In the October Astronomy and Astrophysics (vol. 690… a big one this month):
Wang, Z. Lin, H. Ye, B. et al. Near-infrared spectral behavior of space-weathered olivine with varying iron content A138 10.1051/0004-6361/202450888
Beniyama, J. Sergeyev, A. V. Tholen, D. J. et al. Rotation state, colors, and albedo of the mission-accessible tiny near-Earth asteroid 2001 QJ142 A180 10.1051/0004-6361/202451414
Jin, S. Ishiguro, M. Geem, J. Naito, H. et al. New evidence supporting past dust ejections from active asteroid (4015) Wilson–Harrington A193 10.1051/0004-6361/202451225
Athanasopoulos, D. Hanuš, J. Avdellidou, C. et al. Spin states of X-complex asteroids in the inner main belt – I. Investigating Athor and Zita collisional famili… A215 202451363
Biver, N. Bockelée-Morvan, D. Handzlik, B. et al. Chemical composition of comets C/2021 A1 (Leonard) and C/2022 E3 (ZTF) from radio spectroscopy and the abundance of HCOOH and A271 202450921
Mastropietro, M. Kim, Y. Hsieh, H. H. et al. Activity of main-belt comet 324P/La Sagra
A298 202451090
de la Fuente Marcos, de la Fuente Marcos, R. C. Aarseth, S. J. Ejected from home: C/1980 E1 (Bowell) and C/2024 L5 (ATLAS) A395 202451920
Attree, N. Gutiérrez, P. Groussin, O. et al. Varying water activity and momentum transfer on comet 67P/Churyumov-Gerasimenko from its non-gravitational forces and torques A82 202450728
Olivine- one of the basic building blocks of silicate bodies. That is, planets (including the cores of gas and ice worlds), asteroids, and to an extent comets. Olivine is also just detectable in standard (silicon chip) instruments, with an absorption band at ~0.9 micrometers. We want to gauge the silicate bodies by their building blocks, and thus understand what olivine’s doing, including mixtures and contaminants. Wang et al. show us various flavors of olivine, very helpful, thanks.
There are tens of thousands of Near-Earth Asteroids (NEAs). If even a percentage of a percentage have favorable qualities, and then highly-favorable qualities, that means a NEA for whatever criterion your heart desires. Going by the metric of mission-favorable orbits (NEAs easy to access with a probe), we have databases like MANOS and NHATS that filter for mission-target-able NEAs (plural, of course). For one particular ‘nearby’ (in propulsive terms) asteroid, Beniyama et al. now characterize that asteroid.

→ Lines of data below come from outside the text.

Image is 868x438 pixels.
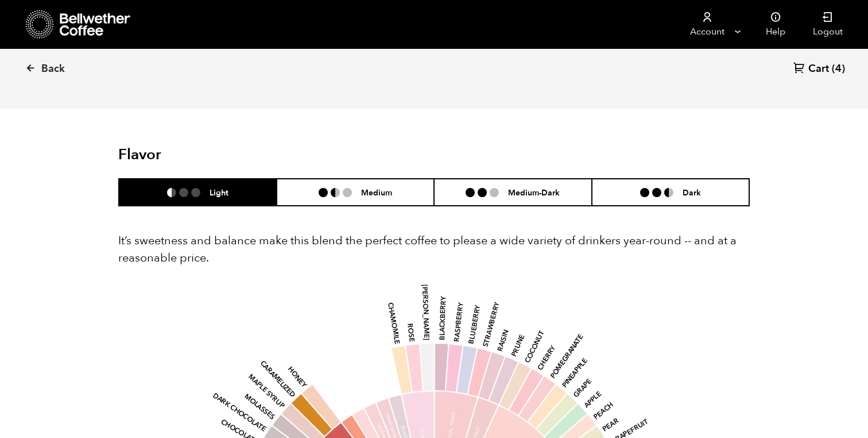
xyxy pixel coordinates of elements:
[361,187,392,198] h6: Medium
[41,62,65,76] span: Back
[118,232,750,267] p: It’s sweetness and balance make this blend the perfect coffee to please a wide variety of drinker...
[508,187,560,198] h6: Medium-Dark
[683,187,701,198] h6: Dark
[118,146,329,164] h2: Flavor
[793,61,845,77] a: Cart (4)
[809,62,829,76] span: Cart
[831,62,845,76] span: (4)
[209,187,228,198] h6: Light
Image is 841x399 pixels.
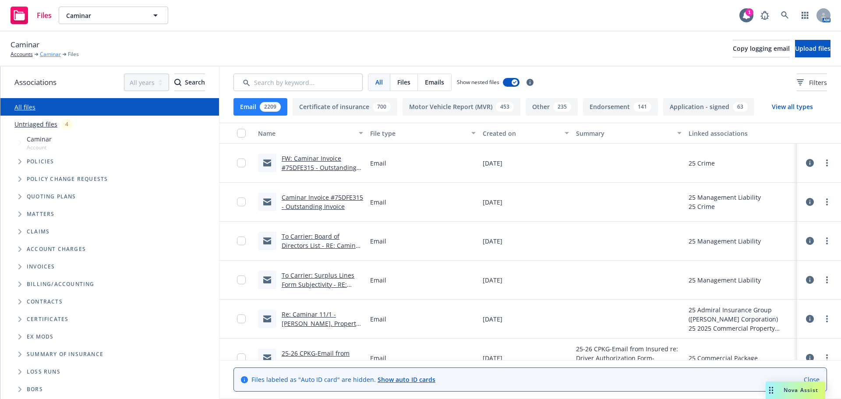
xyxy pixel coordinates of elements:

“Comet” Wilson-Harrington is one of the prototype transition objects. Look too quickly and it seems like an asteroid. The rising count of transition objects would eventually lead to the use of “Small Solar System Bodies” (SSSBs) as a term that removes the asteroid-comet ambiguity. It’s in these grey areas that we have room to play, pedagogically- interesting things happen within the transition zone. In this case, what’s the Wilson-Harrington history- is it sputtering out? Temporarily quiet? Something else?
X-complex asteroids are a catchall category- they are neither the dominant classes (C-complex and S-complex), and itself breaking down into the very different E-, M-, and P-subtypes. At the very minimum, we can trace back families (the asteroids split by collision, from some parent asteroid) on the assumption that common-formed bodies have a common composition. (A decent enough assumption for P- and some E-, automatically suspect for M-type. M-type asteroids are the cores of differentiated bodies, where are the mantles and crusts?)
…and of course, the question of comet composition (itself not automatically assumed the same for nucleus vs. coma/tail) is still not secure…
To circularize: there are asteroids, there are comets… and there are astero-comets and comsteroids. Main-Belt Comets fall in our grey area. What is going on with these inner-Solar-System, ice-bearing, asteroid-neighboring objects? 324P/La Sagra, one of the earliest to be discovered by humanity, continues to teach us what we didn’t even know that we didn’t know.
The question of “asteroid” vs. “comet” vs. transition object is an open question- again, we don’t know what we don’t know.